Blog

Sartle School of Art History: Minimalism

0
No votes yet

Minimalism was the art movement of many names – ABC Art, Object Art, Primary Structures, and Cool Art. But it didn’t matter because a movement by any other name would be as cool.

 

Like any good successor to a movement, Minimalism was all about telling Abstract Expressionism, its predecessor, to shove it.

Minimalists were all about the removal of emotions and interpretation from art, hence the lack of figures, or anything representational. There are no hidden meanings or feelings for those privy to the deepest, darkest art world secrets and it’s not a joke played on the general public. It just is what it is, no matter how much we want it to be a metaphor for something larger.

 

I should also note that when we talk about Minimalism, we are referring to the 1960s art movement, not the art of decluttering your living room, even though tiny homes and an intense lack of stuff is hot right now.

 

So it’s this:

Agnes Martin’s Untitled #1 Via Blouin Art Info

 

Not this:

Source

The artists who dominated this movement were Ad Reinhardt, Tony Smith, Donald Judd, Agnes Martin, Dan Flavin, Robert Morris, Anne Truitt, Yves Klein, Sol Lewitt, and Frank Stella. Carl Andre was there too but we don’t like to talk about him because he killed Ana Mendieta and got away with it. All of these super geniuses and a lot more made up the Minimalists, a name they resented. They thought that the name gave people the wrong idea about their art – like it was so simple that it wasn’t even art. The minimalists “wanted to remove expression completely, remove emotion and empty the work of idiosyncratic gesture, make it resistant to biographical reading."

Letter on the Blind II by Frank Stella at the de Young Museum

Their hard-edged basic shapes and forms avoided illusion, metaphor, and overt symbolism. The forms were often repeated one thing after another in regular nonhierarchical arrangements, rejecting compositional balancing. This doesn’t mean that it wasn’t art. It just had never been done before which, as you probably know, makes people highly uncomfortable and resistant. But that doesn’t mean that critics had to bully them by name-calling.

 

giphy.gif

One such bully was Michael Fried who thought that the work was “theatrical” in a bad way and that the movement had no “instant of aesthetic experience which occurs in no real space or time at all.” But the joke was on Fried because that’s exactly what the Minimalists were all about. His critique was basically their manifesto.

 

giphy.gif

As with most avant garde things, they eventually become mainstream. And minimalism became the hottest of all commodities and it spread into fashion, design and architecture unbelievably quickly.
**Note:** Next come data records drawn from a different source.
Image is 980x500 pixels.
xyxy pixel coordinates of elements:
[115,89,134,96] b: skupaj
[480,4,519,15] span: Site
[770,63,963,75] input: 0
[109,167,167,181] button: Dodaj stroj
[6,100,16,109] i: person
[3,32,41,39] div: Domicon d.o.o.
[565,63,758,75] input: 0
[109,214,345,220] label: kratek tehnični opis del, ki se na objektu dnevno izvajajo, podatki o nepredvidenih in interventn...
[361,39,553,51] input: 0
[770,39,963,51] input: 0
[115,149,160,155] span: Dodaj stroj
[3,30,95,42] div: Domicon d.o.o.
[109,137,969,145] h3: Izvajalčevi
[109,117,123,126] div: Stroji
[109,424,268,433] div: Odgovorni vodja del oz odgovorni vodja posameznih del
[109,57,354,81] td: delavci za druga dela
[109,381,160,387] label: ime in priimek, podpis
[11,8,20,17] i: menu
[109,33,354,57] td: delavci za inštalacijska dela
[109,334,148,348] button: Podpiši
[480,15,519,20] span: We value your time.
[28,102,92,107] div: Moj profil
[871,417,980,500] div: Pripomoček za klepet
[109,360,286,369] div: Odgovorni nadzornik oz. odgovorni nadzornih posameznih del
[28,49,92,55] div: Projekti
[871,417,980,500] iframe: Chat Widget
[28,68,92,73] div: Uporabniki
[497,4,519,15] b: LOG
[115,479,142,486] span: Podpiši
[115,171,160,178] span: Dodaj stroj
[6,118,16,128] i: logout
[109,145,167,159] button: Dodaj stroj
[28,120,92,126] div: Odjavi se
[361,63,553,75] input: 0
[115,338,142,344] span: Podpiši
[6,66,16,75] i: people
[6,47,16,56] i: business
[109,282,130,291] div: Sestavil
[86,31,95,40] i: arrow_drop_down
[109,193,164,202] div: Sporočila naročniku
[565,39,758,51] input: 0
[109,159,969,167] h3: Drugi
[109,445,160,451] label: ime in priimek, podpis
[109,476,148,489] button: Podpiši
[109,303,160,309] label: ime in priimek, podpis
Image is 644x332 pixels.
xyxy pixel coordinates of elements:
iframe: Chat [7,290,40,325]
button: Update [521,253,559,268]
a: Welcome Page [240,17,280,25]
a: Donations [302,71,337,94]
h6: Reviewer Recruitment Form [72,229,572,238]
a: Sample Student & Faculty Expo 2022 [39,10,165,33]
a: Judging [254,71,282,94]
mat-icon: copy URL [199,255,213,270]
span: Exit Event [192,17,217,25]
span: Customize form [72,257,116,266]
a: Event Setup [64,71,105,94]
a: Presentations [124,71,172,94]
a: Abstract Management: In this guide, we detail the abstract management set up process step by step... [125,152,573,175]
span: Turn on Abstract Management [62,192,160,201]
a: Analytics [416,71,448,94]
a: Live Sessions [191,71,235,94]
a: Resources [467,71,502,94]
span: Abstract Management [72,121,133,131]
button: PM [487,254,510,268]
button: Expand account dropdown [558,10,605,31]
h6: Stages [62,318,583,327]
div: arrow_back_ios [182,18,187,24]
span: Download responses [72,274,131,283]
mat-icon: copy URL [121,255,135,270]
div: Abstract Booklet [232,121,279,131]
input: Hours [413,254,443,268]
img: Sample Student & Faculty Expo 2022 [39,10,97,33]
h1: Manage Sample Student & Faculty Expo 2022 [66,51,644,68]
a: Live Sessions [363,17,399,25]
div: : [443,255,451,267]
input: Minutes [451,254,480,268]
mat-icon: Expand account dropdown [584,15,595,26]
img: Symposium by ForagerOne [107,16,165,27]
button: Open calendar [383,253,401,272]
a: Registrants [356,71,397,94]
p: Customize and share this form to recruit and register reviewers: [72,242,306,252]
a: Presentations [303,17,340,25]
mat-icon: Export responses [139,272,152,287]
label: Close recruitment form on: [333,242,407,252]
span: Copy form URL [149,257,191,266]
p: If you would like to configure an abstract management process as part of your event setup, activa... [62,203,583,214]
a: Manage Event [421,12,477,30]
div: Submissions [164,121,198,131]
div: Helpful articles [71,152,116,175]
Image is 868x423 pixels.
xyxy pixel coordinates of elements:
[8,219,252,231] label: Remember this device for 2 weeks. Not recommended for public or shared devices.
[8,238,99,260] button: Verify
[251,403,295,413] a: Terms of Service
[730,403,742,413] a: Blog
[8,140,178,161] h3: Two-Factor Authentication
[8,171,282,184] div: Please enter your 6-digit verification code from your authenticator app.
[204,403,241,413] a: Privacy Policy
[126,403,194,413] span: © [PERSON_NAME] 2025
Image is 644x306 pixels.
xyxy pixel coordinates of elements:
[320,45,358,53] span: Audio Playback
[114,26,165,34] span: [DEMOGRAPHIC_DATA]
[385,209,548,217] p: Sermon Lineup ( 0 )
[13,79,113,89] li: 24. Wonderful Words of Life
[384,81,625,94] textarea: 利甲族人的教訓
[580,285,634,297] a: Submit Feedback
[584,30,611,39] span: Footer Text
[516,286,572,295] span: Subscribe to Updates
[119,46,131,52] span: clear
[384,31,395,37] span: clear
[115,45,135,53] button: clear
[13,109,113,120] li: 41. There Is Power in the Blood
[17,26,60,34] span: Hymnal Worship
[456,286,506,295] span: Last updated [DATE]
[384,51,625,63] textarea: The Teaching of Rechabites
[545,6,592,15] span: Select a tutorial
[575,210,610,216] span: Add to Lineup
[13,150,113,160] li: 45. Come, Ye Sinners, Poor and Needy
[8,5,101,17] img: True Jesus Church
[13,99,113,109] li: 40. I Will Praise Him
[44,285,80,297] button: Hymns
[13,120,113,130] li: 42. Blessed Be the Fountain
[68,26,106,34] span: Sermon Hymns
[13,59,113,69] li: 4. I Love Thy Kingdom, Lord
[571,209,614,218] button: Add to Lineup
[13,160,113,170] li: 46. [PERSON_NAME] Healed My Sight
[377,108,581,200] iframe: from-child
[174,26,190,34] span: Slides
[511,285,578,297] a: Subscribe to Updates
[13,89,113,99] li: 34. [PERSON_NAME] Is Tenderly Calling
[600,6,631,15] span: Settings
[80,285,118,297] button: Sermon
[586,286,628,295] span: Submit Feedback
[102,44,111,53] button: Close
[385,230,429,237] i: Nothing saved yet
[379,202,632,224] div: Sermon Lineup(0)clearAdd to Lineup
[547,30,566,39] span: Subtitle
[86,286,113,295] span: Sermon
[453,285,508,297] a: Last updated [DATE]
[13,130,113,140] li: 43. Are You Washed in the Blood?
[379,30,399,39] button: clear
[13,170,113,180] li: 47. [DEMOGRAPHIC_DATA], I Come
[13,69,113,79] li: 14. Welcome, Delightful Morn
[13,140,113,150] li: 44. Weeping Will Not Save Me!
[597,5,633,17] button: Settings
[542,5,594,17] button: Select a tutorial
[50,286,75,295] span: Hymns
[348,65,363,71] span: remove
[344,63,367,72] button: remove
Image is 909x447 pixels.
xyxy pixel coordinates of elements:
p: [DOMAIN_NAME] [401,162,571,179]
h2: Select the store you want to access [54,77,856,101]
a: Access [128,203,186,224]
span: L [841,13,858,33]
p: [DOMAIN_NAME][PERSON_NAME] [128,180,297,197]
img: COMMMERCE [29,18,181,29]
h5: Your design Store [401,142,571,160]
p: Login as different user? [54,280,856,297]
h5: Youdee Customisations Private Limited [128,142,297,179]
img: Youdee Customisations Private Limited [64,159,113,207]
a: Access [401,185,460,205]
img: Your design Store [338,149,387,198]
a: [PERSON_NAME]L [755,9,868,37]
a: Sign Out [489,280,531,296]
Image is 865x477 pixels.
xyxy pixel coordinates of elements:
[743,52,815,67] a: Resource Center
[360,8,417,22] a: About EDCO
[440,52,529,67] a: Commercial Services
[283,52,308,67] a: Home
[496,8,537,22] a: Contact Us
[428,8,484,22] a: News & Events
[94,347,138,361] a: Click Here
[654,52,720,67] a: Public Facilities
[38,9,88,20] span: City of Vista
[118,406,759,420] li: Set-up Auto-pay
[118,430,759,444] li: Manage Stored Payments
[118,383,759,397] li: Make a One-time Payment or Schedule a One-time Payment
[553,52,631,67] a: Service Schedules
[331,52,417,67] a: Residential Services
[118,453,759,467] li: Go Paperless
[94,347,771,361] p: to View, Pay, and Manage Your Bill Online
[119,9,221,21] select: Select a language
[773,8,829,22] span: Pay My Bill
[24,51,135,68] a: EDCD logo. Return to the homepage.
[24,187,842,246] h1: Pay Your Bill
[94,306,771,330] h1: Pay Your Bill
Some Yves Klein inspiration from the Céline spring 2017 collection

So of course a ton of money went into the idea because people were eating that sh*t up and somewhere along the way, all of the concepts on which minimalism stood – lack of pretension, for one – were swept up in mass production. All of a sudden Donald Judd’s plywood boxes were selling for $1 million and minimalist art was like a duck swimming in a pool of piranhas.

 

giphy.gif

They should have stuck with Cool Art as the name of their movement.